[WHAT IS BEING ASKED]: I'd like an exact copy of only the lines from the start of the listing below through the line that holds "pyautogui.click(x=<x>, y=<y>)". Please keep the pictures out.

[MATERIALS PROVIDED]:

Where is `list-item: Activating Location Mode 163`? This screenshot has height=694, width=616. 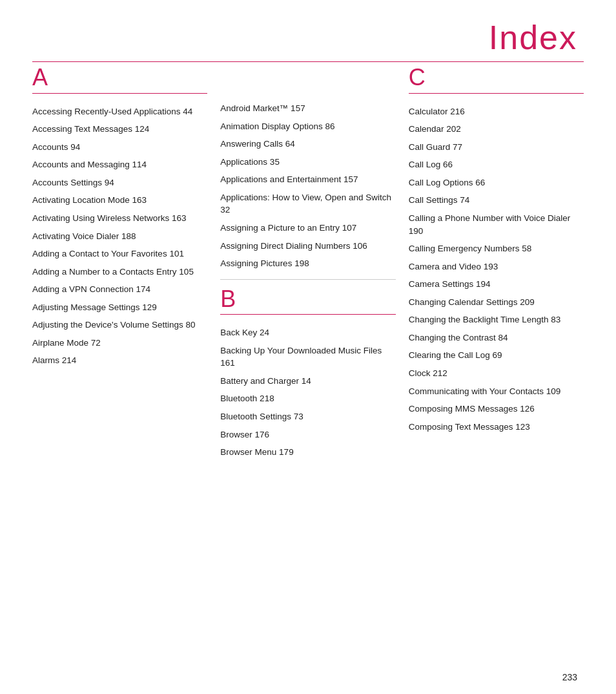
list-item: Activating Location Mode 163 is located at coordinates (120, 200).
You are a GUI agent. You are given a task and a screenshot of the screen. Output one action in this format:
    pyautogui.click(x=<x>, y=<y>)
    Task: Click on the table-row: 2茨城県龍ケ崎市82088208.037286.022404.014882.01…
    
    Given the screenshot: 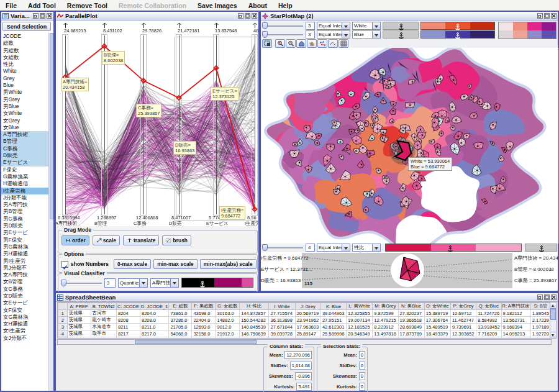 What is the action you would take?
    pyautogui.click(x=304, y=321)
    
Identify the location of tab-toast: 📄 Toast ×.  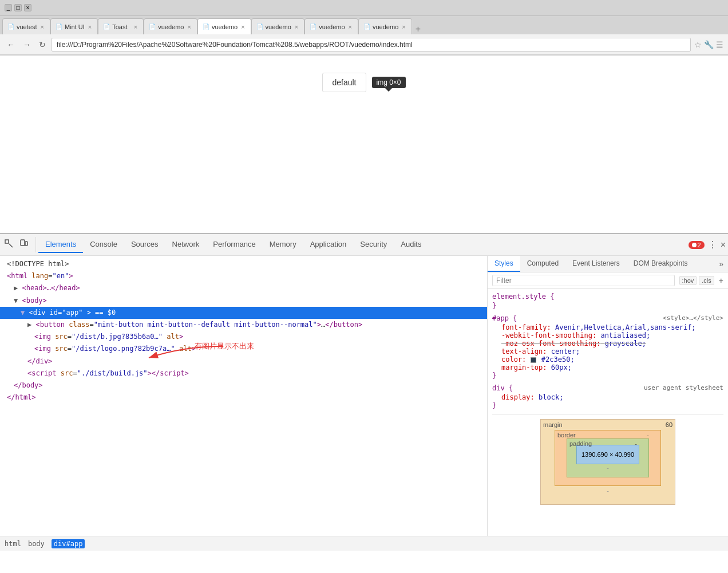
(121, 26).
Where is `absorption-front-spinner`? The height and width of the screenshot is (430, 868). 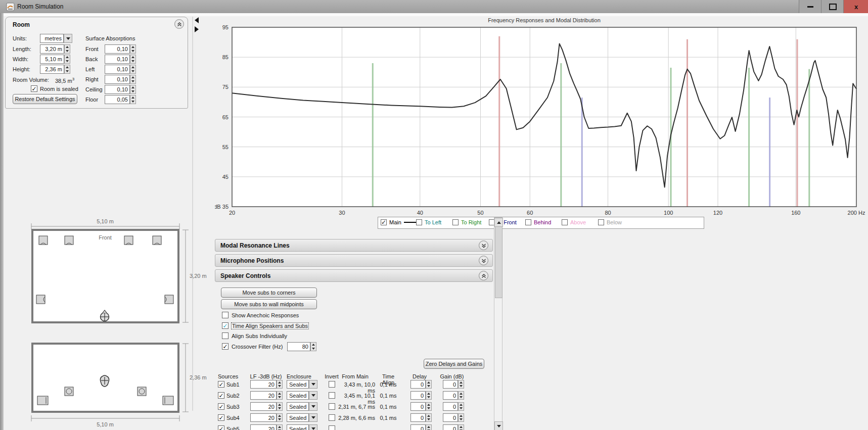
absorption-front-spinner is located at coordinates (133, 49).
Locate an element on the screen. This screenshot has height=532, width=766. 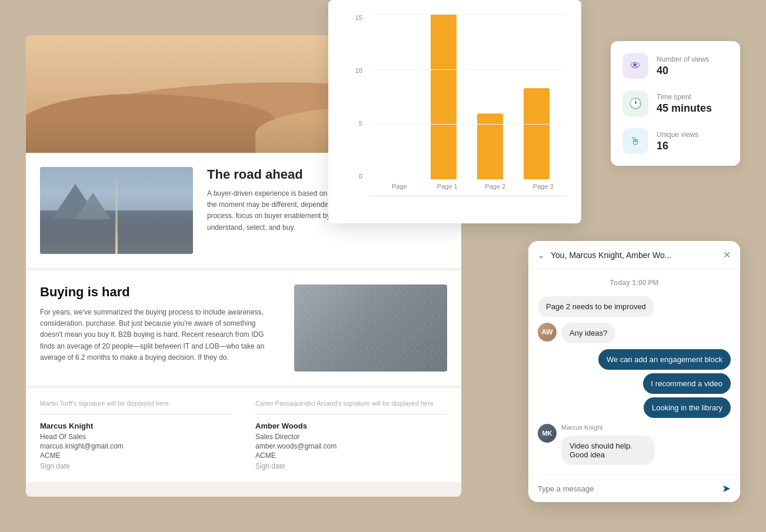
stat-time: 🕐 Time spent 45 minutes is located at coordinates (675, 103).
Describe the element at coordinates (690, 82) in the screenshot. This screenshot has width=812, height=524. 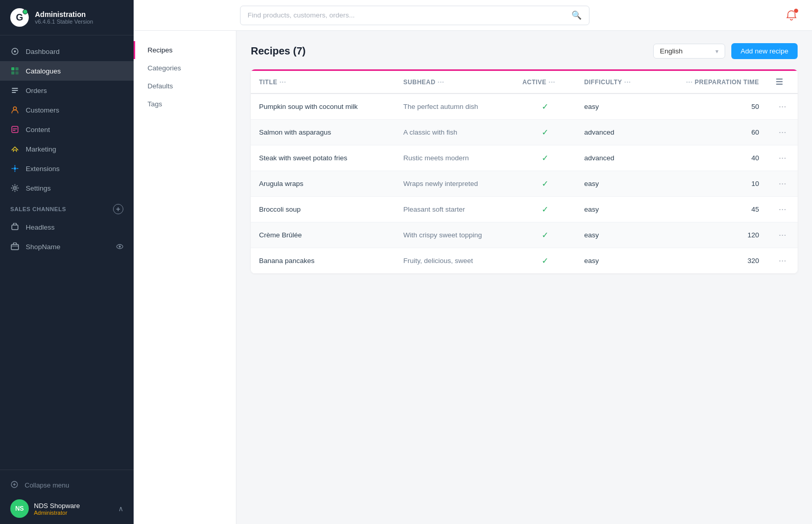
I see `prep-col-menu-left: ···` at that location.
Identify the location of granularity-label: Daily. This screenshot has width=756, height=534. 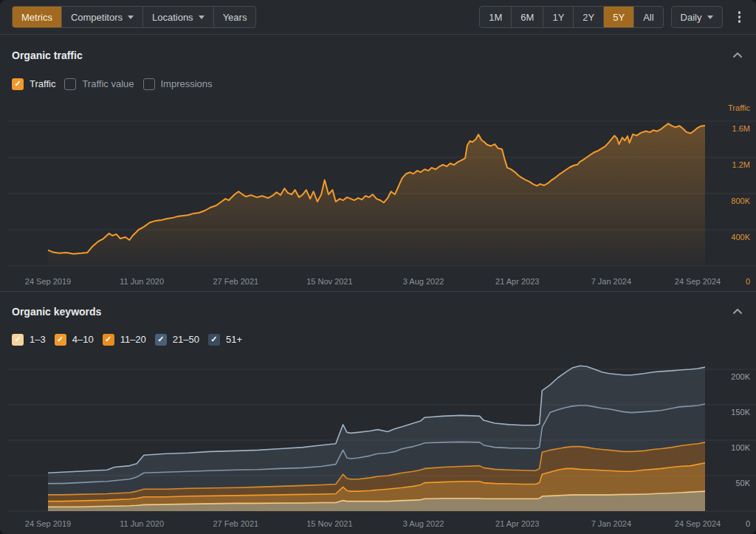
(691, 18).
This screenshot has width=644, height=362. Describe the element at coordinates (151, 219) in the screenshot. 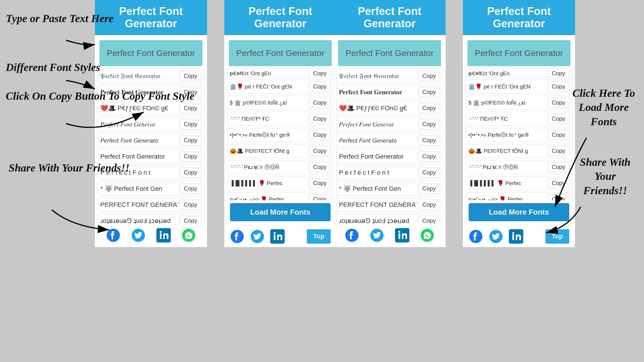

I see `font-row: ɹoʇɐɹǝuǝ⅁ ʇuoℲ ʇɔǝɟɹǝd Copy` at that location.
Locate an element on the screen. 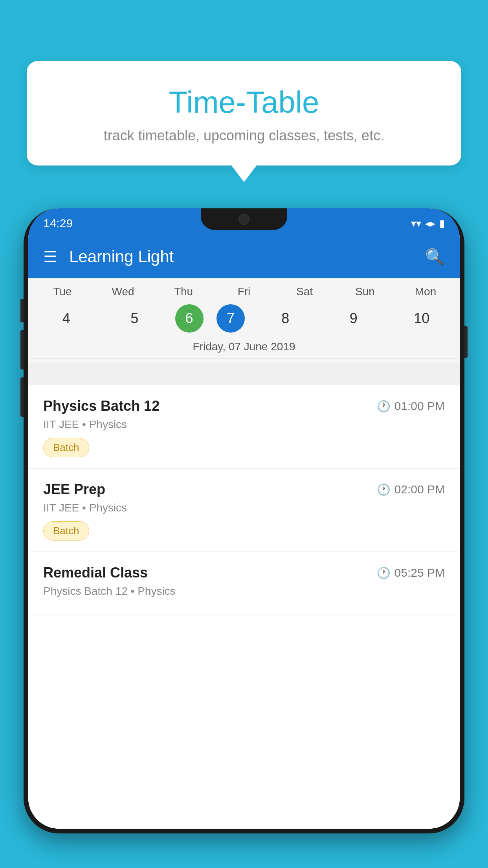 The image size is (488, 868). signal-icon: ◂▸ is located at coordinates (430, 223).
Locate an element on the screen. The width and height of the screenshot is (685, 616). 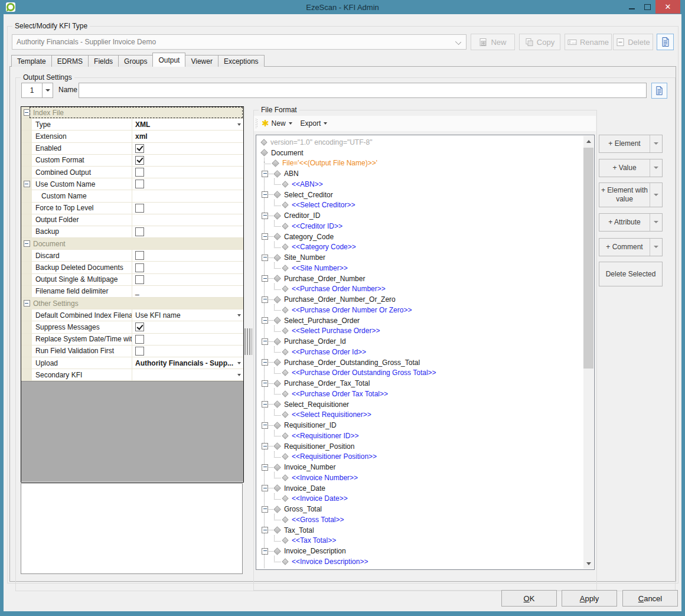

[ANSWER SECTION]:
Where is `list-item: Activating Location Mode 163`? This screenshot has height=694, width=616. 
list-item: Activating Location Mode 163 is located at coordinates (120, 200).
You are a GUI agent. You are given a task and a screenshot of the screen. Output one action in this format:
    pyautogui.click(x=<x>, y=<y>)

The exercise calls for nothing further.